Google has been going through an extended ‘spring cleaning’ this year as it has consigned several older products to the cyber dustbin.
Google Apps for Teams, Google Listen, and Google Video For Business will all be discontinued by the end of this year.
Google Apps for Teams was released in 2008, and it allowed you, with a verified school or business account, to collaborate with Google Docs, Google Calendar and other services that were not related to email. Google Director of Engineering Max Ibel announced the ending of this program last week. He noted that Apps for Teams never really took off as anticipated, and people did not find it as useful as Google thought it would be. Any existing accounts with this program will be converted into personal accounts as of Sept. 4, 2012.
Google Listen was intended to help you find podcasts and to listen to them. However, the podcast function now is handled by Google Play, so this product has been expendable for some time. The podcast search feature will no longer function after Nov. 1.
Google Video For Business was first built on the top of the Youtube infrastructure, and it specialized in internal communications specifically for schools and business. This fall, this program will migrate to the new Google Drive.
Also, Google is cleaning out its blog space as well. There are several seldom-updated blogs in the Google system, and the company intends to get its number of blogs down to about 150.
This latest housecleaning is part of the larger effort of Google since Larry Page became CEO in April 2011, to focus the firm more on its ‘high impact products that millions of people use, multiple times per day,’ according to Senior VP Alan Eustace.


Prompt: Exactly as written, please repeat the data that follows, but not the pictures.

━━ Information supplied ━━

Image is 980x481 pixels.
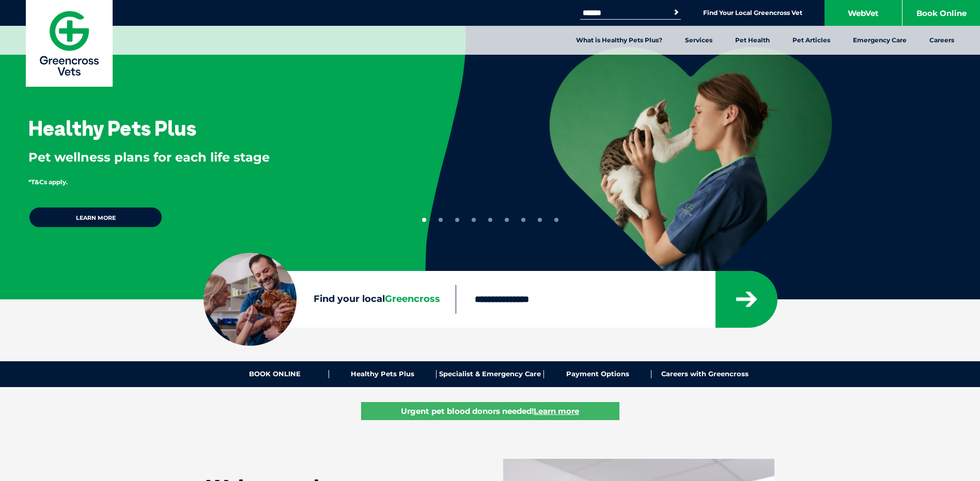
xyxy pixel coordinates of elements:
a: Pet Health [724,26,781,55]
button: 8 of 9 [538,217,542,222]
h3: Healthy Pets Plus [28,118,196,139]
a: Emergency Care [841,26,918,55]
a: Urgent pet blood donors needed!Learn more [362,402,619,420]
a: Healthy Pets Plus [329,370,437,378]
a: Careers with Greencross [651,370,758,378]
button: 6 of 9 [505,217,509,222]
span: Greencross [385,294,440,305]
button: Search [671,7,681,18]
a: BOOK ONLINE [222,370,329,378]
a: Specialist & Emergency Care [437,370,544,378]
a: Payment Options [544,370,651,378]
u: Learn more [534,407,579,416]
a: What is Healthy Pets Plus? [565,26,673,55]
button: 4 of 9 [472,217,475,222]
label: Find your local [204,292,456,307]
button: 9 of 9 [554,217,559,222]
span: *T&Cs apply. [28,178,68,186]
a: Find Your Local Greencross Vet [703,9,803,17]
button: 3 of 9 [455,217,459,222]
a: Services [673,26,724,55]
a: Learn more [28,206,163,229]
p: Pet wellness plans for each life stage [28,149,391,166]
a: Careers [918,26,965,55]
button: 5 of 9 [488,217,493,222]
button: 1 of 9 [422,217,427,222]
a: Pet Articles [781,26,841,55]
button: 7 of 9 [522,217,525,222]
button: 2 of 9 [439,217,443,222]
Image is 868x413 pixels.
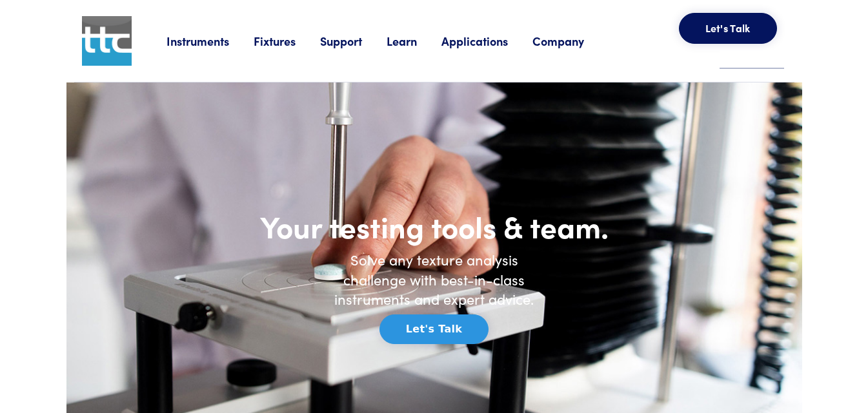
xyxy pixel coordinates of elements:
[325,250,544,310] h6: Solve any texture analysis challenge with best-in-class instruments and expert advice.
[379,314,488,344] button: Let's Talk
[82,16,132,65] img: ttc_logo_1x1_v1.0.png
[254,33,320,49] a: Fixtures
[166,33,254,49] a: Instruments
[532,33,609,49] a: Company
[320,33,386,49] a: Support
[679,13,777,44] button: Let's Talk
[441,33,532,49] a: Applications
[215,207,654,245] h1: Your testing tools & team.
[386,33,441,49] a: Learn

━━━

Solution below:
Image is 980x481 pixels.
xyxy pixel coordinates of elements:
a: Pet Health [724,26,781,55]
button: 8 of 9 [538,217,542,222]
h3: Healthy Pets Plus [28,118,196,139]
a: Emergency Care [841,26,918,55]
a: Urgent pet blood donors needed!Learn more [362,402,619,420]
a: Healthy Pets Plus [329,370,437,378]
a: Careers with Greencross [651,370,758,378]
button: 6 of 9 [505,217,509,222]
span: Greencross [385,294,440,305]
button: Search [671,7,681,18]
a: BOOK ONLINE [222,370,329,378]
a: Specialist & Emergency Care [437,370,544,378]
a: Payment Options [544,370,651,378]
u: Learn more [534,407,579,416]
a: What is Healthy Pets Plus? [565,26,673,55]
button: 4 of 9 [472,217,475,222]
label: Find your local [204,292,456,307]
button: 9 of 9 [554,217,559,222]
span: *T&Cs apply. [28,178,68,186]
a: Find Your Local Greencross Vet [703,9,803,17]
button: 3 of 9 [455,217,459,222]
a: Services [673,26,724,55]
a: Learn more [28,206,163,229]
p: Pet wellness plans for each life stage [28,149,391,166]
a: Careers [918,26,965,55]
button: 5 of 9 [488,217,493,222]
button: 1 of 9 [422,217,427,222]
a: Pet Articles [781,26,841,55]
button: 7 of 9 [522,217,525,222]
button: 2 of 9 [439,217,443,222]
Image is 868x413 pixels.
xyxy pixel coordinates of elements:
[325,250,544,310] h6: Solve any texture analysis challenge with best-in-class instruments and expert advice.
[379,314,488,344] button: Let's Talk
[82,16,132,65] img: ttc_logo_1x1_v1.0.png
[254,33,320,49] a: Fixtures
[166,33,254,49] a: Instruments
[532,33,609,49] a: Company
[320,33,386,49] a: Support
[679,13,777,44] button: Let's Talk
[441,33,532,49] a: Applications
[215,207,654,245] h1: Your testing tools & team.
[386,33,441,49] a: Learn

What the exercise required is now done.